Does a Falling Cat Always Land on Its Feet?

Is it true that cats always land on all fours or is this feline fact a myth?

Aug. 15, 2007 — -- Lots of people say a falling cat always lands on its feet. Is that true? Maybe that's why they're said to have nine lives.

Scottie and Rodney Colvin of Summerville, S.C., thought their kitty Piper cashed in one of her lives last year. Piper was stuck high up in a tree for eight days. When a rescuer started up the tree to save her, Piper crept farther away until the limb beneath her snapped. She fell 80 feet — more than six stories — twisting and turning in the air before slamming into the ground, feet first.

Talk about hitting the ground running … Piper wasn't even dazed. She scampered off and hid under a car before anyone could catch her. A vet checked Piper out and said she was fine, just providing her fluids for dehydration and ibuprofen for stiffness.

We asked Ann Hohenhaus, a veterinarian at New York's Animal Medical Center (http://www.amcny.org), one of the busiest veterinary hospitals in the country, whether it's true that cats always land on their feet.

"They darned sure land on their feet an awful lot of the time," she said. "It's because the cat is very flexible."

Front Feet First

Cats have an uncanny way of righting themselves as they fall, Hohenhaus explained.

"They fall on their front feet, probably because that's what's righted first," she said. "The physicists describe the middle of the cat as being a universal joint. … First the front half, the head and the front feet, rights itself. And then the back feet follow around."

"20/20" used slow-motion photography provided by the National Geographic Channel (www.ngcwild.com ) to illustrate the phenomenon.

In 1987, the Animal Medical Center published a study of falling cats in the Journal of the American Veterinary Medical Association. So many cats had fallen from unscreened windows in tall buildings that researchers gave it a name: High-Rise Syndrome. Staffers examined the cases of 132 cats that had fallen out of high-rise windows and were brought to the center for treatment.

The Farther They Fall …

A surprising finding: Cats that fell farther did better.

"Pets that fell from higher floors did better than those falling between five and nine," Hohenhaus said.

Apparently, cats that fall farther are able to spread their bodies like feline parachutes to slow themselves down.

"Right as they land, they arch their backs to reduce the force of impact," said Hohenhaus.

Do cats falling more than 10 stories really survive?

"Max we have in our record books is 42," the vet said. "I don't know how the cat survived it, but 42 stories is, in fact, our greatest fall."

Simba's Story

He didn't fall 42 floors, but a five-story drop was enough to bring Simba the cat for treatment at the center. Simba belongs to Ivan and Jackie Gonzalez. It happened at 2 a.m. when Ivan noticed that Simba was gone from his New York apartment and his other cat, Tiger, was at the window, looking down. Ivan ran downstairs to the backyard behind his building.

"The first thing that came to my mind was just, it's dead," he said.

But Simba wasn't dead. He was hurt and Ivan brought him to the Animal Medical Center. We joined Ivan, Jackie and Simba during a follow-up visit with Hohenhaus.

"This cat's injuries are typical of a cat who has fallen out of a high building and landed on his feet and his chin. He broke his front feet and then he bumped his chin on the ground as he fell down," she said.

Without witnessing the fall, it's difficult to say why cats fall from windows; the cat's certainly not talking. It's believed that a house cat may spot a passing bird outside a window and when the prey instinct kicks in, leaps out to catch it. Sometimes a cat may be frightened by something unusual in the house and try to escape out an open window.

And what about dogs — how do they do in falls?

"Dogs don't do as well as cats," Hohenhaus said. "Because dogs are not as flexible as cats, they maybe have worse injuries, don't right themselves as quickly, and therefore have more traumatic injuries."

Safety First

The moral for pet owners, Hohenhaus says, is screens. "Fine wire-mesh screens are your safest bet if you have a pet in the house."

And if you have a terrace: "Don't let your pet out on a terrace without supervision or without a leash or without having the terrace be fenced or screened in some way," she said.

Ivan says he still can't believe how Simba survived the fall from the building's top floor.

"I learned my lesson and I'm keeping the windows shut on the bottom all the time," he said.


Instructions to follow =
Output exactly the span of lines beginning with the one that holds "is (166, 385)." and ending with the last line of the data below.

Supplied records =

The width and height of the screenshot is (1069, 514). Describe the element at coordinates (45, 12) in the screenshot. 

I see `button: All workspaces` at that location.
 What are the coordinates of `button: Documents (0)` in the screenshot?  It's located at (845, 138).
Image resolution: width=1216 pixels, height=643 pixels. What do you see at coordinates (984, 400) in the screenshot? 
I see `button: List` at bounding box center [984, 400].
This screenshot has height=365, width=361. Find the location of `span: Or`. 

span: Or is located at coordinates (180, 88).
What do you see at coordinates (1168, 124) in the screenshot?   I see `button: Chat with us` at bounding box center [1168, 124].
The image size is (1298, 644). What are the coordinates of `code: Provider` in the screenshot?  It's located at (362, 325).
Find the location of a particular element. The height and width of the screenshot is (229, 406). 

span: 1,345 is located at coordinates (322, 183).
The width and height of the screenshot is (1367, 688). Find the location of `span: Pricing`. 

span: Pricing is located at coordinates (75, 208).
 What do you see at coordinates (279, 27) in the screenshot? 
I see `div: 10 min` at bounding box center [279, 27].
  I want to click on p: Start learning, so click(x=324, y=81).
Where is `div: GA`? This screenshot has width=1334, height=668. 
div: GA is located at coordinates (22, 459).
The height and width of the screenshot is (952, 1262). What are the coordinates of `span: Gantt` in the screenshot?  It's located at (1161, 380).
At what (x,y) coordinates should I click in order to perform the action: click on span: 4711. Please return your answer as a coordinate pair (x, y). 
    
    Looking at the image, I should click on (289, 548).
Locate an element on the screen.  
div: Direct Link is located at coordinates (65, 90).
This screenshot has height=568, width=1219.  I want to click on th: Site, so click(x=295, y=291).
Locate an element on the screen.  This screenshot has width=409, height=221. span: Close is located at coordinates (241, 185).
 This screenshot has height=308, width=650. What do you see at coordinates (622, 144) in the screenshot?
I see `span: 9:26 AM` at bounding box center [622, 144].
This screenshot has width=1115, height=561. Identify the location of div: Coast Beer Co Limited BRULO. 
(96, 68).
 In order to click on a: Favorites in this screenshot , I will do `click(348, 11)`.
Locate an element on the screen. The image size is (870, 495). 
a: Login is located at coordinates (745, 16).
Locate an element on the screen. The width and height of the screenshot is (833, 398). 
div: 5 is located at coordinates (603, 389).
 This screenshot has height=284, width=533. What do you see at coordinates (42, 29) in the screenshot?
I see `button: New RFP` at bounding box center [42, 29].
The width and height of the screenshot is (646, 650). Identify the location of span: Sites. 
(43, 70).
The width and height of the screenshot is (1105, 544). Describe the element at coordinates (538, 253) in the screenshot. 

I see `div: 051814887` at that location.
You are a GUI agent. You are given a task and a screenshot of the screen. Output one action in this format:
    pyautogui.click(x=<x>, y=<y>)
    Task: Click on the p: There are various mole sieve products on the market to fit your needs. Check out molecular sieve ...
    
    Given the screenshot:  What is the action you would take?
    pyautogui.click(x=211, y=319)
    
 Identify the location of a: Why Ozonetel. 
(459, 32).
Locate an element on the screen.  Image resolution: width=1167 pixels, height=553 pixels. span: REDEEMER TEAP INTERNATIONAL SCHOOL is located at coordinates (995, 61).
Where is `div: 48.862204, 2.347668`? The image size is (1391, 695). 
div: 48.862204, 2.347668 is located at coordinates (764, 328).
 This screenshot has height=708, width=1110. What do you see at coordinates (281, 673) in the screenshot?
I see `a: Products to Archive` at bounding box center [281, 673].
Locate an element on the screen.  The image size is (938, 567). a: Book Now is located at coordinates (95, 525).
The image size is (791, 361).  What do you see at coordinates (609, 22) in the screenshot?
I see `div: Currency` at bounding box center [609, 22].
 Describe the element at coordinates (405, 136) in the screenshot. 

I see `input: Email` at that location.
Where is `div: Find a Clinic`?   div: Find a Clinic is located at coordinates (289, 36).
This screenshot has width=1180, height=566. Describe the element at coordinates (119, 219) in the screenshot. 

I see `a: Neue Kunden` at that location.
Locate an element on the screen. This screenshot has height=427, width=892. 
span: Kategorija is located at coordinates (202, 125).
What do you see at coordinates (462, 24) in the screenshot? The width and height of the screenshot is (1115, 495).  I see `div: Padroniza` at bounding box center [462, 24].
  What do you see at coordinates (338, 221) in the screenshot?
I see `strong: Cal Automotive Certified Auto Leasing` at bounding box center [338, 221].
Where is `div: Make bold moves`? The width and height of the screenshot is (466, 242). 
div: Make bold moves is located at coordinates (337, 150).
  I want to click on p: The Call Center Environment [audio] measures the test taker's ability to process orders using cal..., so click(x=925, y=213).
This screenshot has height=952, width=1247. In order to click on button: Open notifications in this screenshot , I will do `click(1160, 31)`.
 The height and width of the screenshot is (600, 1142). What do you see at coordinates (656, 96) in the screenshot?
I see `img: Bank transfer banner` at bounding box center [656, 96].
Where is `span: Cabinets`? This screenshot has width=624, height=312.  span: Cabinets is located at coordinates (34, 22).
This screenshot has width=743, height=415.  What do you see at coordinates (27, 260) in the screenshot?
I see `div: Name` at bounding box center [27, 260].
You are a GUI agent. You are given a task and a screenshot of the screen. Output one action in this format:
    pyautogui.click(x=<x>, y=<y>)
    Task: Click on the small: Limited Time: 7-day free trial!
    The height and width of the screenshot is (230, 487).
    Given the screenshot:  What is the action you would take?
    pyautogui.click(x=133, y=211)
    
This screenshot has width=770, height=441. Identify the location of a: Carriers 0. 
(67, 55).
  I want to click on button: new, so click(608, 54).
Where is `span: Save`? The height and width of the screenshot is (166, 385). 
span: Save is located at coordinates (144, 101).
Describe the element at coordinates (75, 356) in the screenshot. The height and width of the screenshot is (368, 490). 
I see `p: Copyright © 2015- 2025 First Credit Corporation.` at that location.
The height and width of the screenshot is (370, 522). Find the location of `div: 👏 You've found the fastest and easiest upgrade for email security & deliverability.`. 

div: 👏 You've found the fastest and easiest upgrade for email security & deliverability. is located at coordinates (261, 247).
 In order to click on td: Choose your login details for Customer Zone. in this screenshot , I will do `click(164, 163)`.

Exercise answer =
Where is `span: Save`? The height and width of the screenshot is (166, 385). 
span: Save is located at coordinates (144, 101).
Describe the element at coordinates (75, 356) in the screenshot. The height and width of the screenshot is (368, 490). 
I see `p: Copyright © 2015- 2025 First Credit Corporation.` at that location.
The height and width of the screenshot is (370, 522). Find the location of `div: 👏 You've found the fastest and easiest upgrade for email security & deliverability.`. 

div: 👏 You've found the fastest and easiest upgrade for email security & deliverability. is located at coordinates (261, 247).
 In order to click on td: Choose your login details for Customer Zone. in this screenshot , I will do `click(164, 163)`.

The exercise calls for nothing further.